As seen at the 2009 Los Angeles Film Festival:

     Cyrus Nowrasteh’s The Stoning of Soraya M. is the most didactic exercise in white liberal guilt I’ve ever seen, grossly oversimplifying the larger issue of nonexistent women’s rights in Iran through a style that panders directly to weepy, middle-aged Oprah viewers. It’s not that I don’t think this is an issue that movies should approach—in light of recent events, the topic is urgently in need of artistic representation—but rather that I find Nowrasteh’s gruesomely violent vision cartoonish. The only thing that differentiates the overbearing gore in the finale of The Stoning of Soraya M. and that of a Quentin Tarantino splatter-fest is that the former is based on true events. But the ultimate result is the same: viewers may leave with a visceral reaction, but it stems from pity for the characters. And pity is the last thing that the Iranians—23 years after the events of The Stoning of Soraya M., but many of them still living in the stone-age—need. Given the film was made primarily for Western audiences, it should have been done in the more understated, but truly angry style needed to provoke political action. Instead, Nowrasteh has fashioned a work that will cause little more than tissue-touting faux-outrage, not unlike the recent uncommitted sentiments displayed by President Obama on Iran’s rigged election. 

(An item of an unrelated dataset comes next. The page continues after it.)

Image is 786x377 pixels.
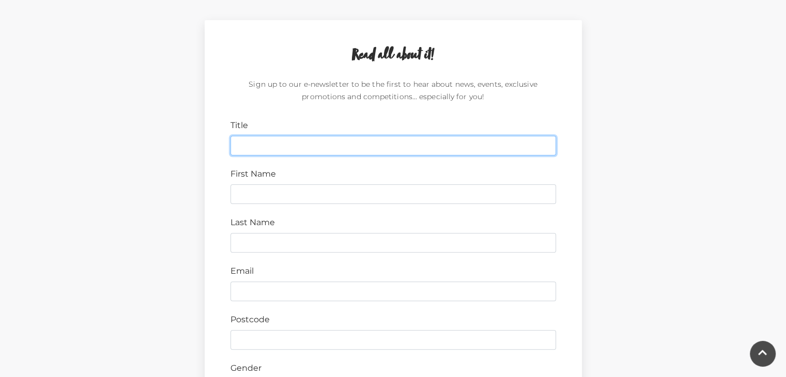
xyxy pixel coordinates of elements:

     One’s impression of The Stoning of Soraya M. hinges almost entirely upon the ending which, as one would expect based on the title, involves the extended, barbaric execution of the main character. The lead-up is not nearly as objectionable, though it is mediocre at best, reflecting an inertly Hollywood version of the events. The first two acts have an uncanny ability to seem sanitized and emotionally muted, much in the way that mainstream rom-coms aren’t sexy or funny despite their intentions to be. The events of The Stoning of Soraya M. are horrific on paper, but barely register on celluloid because of the cliché nature of Nowrasteh’s overall aesthetic and sense of self-importance. One would think that the story of our heroine (Mozhan Marnò), who faces execution because her husband accuses her of adultery so he can divorce her without having to pay any support, would be reviling. But instead it becomes no less than predictable because Nowrasteh and company display such an apparent, over-the-top need to make it seem reviling. Each element fits in with this self-defeatingly Hollywood style: Joel Ransom’s cinematography is ruggedly beautiful rather than just rugged, John Debney’s musical score arrives just in time to hammer home the content – the list goes on.

     And then there’s the finale, which is offensive to any viewer of intelligence because it so clearly exploits the realism of excessive violence as if to make unenlightened Americans squeal for 30 minutes before they go on with their days. This is not the redeeming, spiritual exercise in grit that The Passion of the Christ (which many in this cast and crew also worked on) was. Instead, it just seems relentless for the sake of being relentless, as if only to prove that the main character got really freakin’ murdered rather than just murdered. For instance, while the obligatory shots in which her sons are encouraged to stone her get the point across about the barbarism towards women in their society, they, like the rest of the movie, come off as muted because they’re conveyed in such an over-the-top manner. Even the emotional-when-isolated performances by Mozhan Marnò and Shohreh Aghdashloo barely register, only affecting the viewer in the movie’s few quiet scenes just before Soraya is killed. Otherwise, The Stoning of Soraya M. is a miscalculation of offensive proportions, overdramatized and lacking all of the stripped-down qualities that would give it potency. For a more enriching, more cinematically honest look at the horrors that women Iranian society face, check out Jafar Panahi’s Offside instead.

-Danny Baldwin, Bucket Reviews

Review Published on: 7.2.2009

Screened on: 6.20.2009 at the Mann Festival in Westwood, CA.

 

The Stoning of Soraya M. is rated R and runs 116 minutes.